The Handle

The Handle

Rating

9.0

The Pequod Review:

In The Handle, book #8 in the series, Parker is engaged by the Outfit (with encouragement from the US government) to knock off a remote island casino in the Gulf of Mexico, fifty miles south of Galveston. The actual theft is a good one but it's Richard Stark's prose that especially shines. Here he describes Parker's accomplice, the actor-turned-thief Alan Grofield:

There was an air of dark energy around Grofield, a nervous predatory pacing. He wasn’t a man who liked to be still. In his acting work he was most often cast as a heavy, either a villain or some sort of sick weakling, and he himself was proudest of his performance as Iago, a lean and sensual and catlike Iago, in a tent theater production of Othello in Racine, Wisconsin. Had he gone to Hollywood he would have made his fortune in television, and he knew it, but television was not for him. He was dedicated, sincere, juvenile; only the legitimate theater was worth the expenditure of true acting talent.

There’s a good living in the legitimate theater for a very few, and a rotten living for a great multitude. Never having made it big, and being so weighed down with acting integrity it was unlikely he ever would make it big, Grofield was a member of acting’s underpaid multitude. But his other profession—the vocation he practiced every year or so with men like Parker and Salsa and Ross—supported him just fine, made it possible for him to remain an actor, keep his integrity, and still live as well as he wanted.

This is one of the better-written books in the entire Parker series.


### Your objective
Reproduce only the lines from the line containing "Detect *flower* in this image." to the end of the entries below, including both of those lines.

### Materials provided
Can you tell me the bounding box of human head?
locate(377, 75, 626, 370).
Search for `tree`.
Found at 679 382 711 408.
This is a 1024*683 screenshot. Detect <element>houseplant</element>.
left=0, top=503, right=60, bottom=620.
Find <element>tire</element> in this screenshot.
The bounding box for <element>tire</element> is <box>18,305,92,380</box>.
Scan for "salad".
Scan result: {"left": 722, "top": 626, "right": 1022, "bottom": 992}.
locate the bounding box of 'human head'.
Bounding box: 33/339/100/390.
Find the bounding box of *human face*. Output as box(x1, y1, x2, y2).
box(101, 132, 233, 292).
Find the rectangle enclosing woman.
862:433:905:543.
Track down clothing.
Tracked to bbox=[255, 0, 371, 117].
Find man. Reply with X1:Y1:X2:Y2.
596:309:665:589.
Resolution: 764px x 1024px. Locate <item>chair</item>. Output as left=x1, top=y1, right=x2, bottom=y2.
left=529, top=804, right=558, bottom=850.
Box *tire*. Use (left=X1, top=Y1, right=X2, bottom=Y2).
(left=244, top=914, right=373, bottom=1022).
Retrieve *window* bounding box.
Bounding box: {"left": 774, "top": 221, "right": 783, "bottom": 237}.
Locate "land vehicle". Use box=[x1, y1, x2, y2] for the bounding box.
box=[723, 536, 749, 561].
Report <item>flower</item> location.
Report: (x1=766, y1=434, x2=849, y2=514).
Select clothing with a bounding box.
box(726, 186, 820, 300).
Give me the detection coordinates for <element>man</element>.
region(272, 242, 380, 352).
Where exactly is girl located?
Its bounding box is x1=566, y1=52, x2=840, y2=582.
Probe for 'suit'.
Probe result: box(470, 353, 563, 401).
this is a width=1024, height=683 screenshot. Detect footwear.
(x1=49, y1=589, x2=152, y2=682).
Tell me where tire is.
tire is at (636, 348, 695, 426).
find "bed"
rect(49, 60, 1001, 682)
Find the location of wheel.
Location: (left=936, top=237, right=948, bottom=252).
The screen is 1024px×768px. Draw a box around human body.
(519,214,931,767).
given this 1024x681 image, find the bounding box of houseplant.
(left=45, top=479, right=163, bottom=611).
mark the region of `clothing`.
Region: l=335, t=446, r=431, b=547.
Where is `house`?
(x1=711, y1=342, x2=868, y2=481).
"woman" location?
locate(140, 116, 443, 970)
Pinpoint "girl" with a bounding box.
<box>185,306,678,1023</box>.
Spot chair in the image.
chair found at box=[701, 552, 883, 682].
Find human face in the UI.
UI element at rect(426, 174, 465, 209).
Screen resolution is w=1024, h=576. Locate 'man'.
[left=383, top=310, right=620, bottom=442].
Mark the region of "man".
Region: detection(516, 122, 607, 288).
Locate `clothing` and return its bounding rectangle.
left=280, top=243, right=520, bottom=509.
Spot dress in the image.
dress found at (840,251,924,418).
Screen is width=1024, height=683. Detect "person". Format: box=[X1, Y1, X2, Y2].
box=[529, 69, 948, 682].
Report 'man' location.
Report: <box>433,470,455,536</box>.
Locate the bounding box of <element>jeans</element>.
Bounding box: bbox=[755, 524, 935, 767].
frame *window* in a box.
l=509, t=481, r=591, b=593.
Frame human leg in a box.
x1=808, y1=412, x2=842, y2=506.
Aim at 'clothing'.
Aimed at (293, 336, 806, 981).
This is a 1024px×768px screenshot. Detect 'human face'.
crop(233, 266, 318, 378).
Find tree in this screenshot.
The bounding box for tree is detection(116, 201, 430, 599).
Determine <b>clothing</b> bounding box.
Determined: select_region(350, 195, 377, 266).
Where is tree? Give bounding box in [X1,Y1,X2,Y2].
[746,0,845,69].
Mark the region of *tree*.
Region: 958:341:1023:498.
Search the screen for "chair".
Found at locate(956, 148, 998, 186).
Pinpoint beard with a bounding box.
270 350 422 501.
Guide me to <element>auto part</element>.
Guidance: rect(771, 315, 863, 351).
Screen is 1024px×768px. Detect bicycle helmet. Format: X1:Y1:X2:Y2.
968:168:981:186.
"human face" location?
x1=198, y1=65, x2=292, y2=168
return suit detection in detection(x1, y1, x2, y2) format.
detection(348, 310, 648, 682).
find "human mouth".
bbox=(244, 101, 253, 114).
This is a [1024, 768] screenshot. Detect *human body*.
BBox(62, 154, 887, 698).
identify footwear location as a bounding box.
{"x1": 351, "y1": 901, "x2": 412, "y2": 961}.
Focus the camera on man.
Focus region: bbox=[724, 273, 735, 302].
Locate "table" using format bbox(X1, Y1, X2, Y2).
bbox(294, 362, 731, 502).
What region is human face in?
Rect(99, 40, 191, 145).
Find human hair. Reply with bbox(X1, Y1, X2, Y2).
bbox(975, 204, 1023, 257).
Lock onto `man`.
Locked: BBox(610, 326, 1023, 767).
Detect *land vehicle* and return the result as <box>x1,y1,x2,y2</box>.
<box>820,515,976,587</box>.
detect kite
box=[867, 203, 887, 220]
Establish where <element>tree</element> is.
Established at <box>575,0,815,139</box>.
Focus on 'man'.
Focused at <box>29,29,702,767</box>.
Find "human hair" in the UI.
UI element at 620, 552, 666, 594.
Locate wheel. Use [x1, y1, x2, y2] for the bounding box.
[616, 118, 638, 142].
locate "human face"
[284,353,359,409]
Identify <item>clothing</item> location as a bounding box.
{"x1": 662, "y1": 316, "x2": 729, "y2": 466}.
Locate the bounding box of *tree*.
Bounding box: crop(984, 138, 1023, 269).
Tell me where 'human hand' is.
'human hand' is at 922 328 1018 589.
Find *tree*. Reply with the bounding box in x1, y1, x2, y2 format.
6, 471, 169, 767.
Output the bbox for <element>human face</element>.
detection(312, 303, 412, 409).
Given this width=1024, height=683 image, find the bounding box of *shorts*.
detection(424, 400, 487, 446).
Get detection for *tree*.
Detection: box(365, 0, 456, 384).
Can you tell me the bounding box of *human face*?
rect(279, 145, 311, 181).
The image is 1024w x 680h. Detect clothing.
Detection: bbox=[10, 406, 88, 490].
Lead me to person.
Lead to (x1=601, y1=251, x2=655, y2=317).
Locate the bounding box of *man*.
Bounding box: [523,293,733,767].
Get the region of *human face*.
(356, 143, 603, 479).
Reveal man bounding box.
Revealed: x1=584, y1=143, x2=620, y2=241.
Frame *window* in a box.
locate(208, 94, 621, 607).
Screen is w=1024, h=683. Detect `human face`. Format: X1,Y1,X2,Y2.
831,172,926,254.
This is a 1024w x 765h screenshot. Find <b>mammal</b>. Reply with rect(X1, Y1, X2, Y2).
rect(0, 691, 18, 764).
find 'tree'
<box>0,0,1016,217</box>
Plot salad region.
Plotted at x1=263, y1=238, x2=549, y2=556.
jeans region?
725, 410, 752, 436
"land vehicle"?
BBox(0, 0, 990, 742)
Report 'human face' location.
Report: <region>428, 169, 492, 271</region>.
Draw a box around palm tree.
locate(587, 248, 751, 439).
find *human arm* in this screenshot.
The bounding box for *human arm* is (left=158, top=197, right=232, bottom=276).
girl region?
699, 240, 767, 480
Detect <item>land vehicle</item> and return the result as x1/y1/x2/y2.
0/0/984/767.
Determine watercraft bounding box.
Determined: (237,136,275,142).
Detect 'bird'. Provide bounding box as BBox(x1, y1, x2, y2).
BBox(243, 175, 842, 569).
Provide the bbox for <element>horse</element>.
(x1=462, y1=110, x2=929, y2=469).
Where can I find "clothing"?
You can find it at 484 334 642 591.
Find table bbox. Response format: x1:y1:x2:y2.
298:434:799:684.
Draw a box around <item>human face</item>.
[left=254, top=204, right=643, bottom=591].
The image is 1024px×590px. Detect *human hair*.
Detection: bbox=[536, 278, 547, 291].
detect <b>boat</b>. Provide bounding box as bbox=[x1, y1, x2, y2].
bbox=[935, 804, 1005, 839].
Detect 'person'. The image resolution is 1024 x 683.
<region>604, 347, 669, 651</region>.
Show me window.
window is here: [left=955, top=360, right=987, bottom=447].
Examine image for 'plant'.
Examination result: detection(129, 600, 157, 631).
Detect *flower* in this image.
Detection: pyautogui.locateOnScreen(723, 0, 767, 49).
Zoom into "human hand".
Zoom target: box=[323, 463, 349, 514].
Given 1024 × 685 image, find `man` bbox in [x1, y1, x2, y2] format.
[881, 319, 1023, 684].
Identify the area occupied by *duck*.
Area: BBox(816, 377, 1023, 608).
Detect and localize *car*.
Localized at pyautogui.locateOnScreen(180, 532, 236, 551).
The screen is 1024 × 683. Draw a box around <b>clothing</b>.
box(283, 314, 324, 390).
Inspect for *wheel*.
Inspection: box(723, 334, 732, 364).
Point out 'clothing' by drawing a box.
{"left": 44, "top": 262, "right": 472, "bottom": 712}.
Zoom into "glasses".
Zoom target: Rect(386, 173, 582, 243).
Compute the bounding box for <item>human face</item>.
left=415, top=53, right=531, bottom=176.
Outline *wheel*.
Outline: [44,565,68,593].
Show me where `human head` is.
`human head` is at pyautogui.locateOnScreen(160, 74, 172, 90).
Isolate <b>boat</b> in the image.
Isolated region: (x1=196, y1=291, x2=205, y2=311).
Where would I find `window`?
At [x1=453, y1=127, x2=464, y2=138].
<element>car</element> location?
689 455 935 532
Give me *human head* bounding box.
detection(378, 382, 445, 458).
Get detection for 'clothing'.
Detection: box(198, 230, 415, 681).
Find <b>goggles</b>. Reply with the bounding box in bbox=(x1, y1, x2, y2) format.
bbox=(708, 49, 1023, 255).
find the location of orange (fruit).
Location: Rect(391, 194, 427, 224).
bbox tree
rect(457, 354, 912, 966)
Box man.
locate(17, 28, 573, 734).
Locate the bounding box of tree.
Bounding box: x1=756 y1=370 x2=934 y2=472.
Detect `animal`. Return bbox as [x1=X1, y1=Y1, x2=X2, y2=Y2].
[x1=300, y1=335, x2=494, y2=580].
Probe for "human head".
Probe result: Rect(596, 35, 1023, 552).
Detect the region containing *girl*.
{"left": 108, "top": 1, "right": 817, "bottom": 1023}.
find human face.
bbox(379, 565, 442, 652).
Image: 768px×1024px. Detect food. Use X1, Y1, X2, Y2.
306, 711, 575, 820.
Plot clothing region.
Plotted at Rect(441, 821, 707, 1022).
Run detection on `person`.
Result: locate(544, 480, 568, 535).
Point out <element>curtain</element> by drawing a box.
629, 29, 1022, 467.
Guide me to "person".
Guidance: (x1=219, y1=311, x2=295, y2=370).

### Exercise result
Detect *flower* in this image.
Detection: pyautogui.locateOnScreen(723, 0, 767, 49).
Zoom into "human hand".
Zoom target: box=[323, 463, 349, 514].
Given 1024 × 685 image, find `man` bbox in [x1, y1, x2, y2] format.
[881, 319, 1023, 684].
Identify the area occupied by *duck*.
Area: BBox(816, 377, 1023, 608).
Detect and localize *car*.
Localized at pyautogui.locateOnScreen(180, 532, 236, 551).
The screen is 1024 × 683. Draw a box around <b>clothing</b>.
box(283, 314, 324, 390).
Inspect for *wheel*.
Inspection: box(723, 334, 732, 364).
Point out 'clothing' by drawing a box.
{"left": 44, "top": 262, "right": 472, "bottom": 712}.
Zoom into "glasses".
Zoom target: Rect(386, 173, 582, 243).
Compute the bounding box for <item>human face</item>.
left=415, top=53, right=531, bottom=176.
Outline *wheel*.
Outline: [44,565,68,593].
Show me where `human head` is.
`human head` is at pyautogui.locateOnScreen(160, 74, 172, 90).
Isolate <b>boat</b> in the image.
Isolated region: (x1=196, y1=291, x2=205, y2=311).
Where would I find `window`?
At [x1=453, y1=127, x2=464, y2=138].
<element>car</element> location?
689 455 935 532
Give me *human head* bounding box.
detection(378, 382, 445, 458).
Get detection for 'clothing'.
Detection: box(198, 230, 415, 681).
Find <b>goggles</b>. Reply with the bounding box in bbox=(x1, y1, x2, y2) format.
bbox=(708, 49, 1023, 255).
find the location of orange (fruit).
Location: Rect(391, 194, 427, 224).
bbox tree
rect(457, 354, 912, 966)
Box man.
locate(17, 28, 573, 734).
Locate the bounding box of tree.
Bounding box: x1=756 y1=370 x2=934 y2=472.
Detect `animal`. Return bbox as [x1=X1, y1=Y1, x2=X2, y2=Y2].
[x1=300, y1=335, x2=494, y2=580].
Probe for "human head".
Probe result: Rect(596, 35, 1023, 552).
Detect the region containing *girl*.
{"left": 108, "top": 1, "right": 817, "bottom": 1023}.
find human face.
bbox(379, 565, 442, 652).
Image: 768px×1024px. Detect food. Use X1, Y1, X2, Y2.
306, 711, 575, 820.
Plot clothing region.
Plotted at Rect(441, 821, 707, 1022).
Run detection on `person`.
Result: locate(544, 480, 568, 535).
Point out <element>curtain</element> by drawing a box.
629, 29, 1022, 467.
Guide me to "person".
Guidance: (x1=219, y1=311, x2=295, y2=370).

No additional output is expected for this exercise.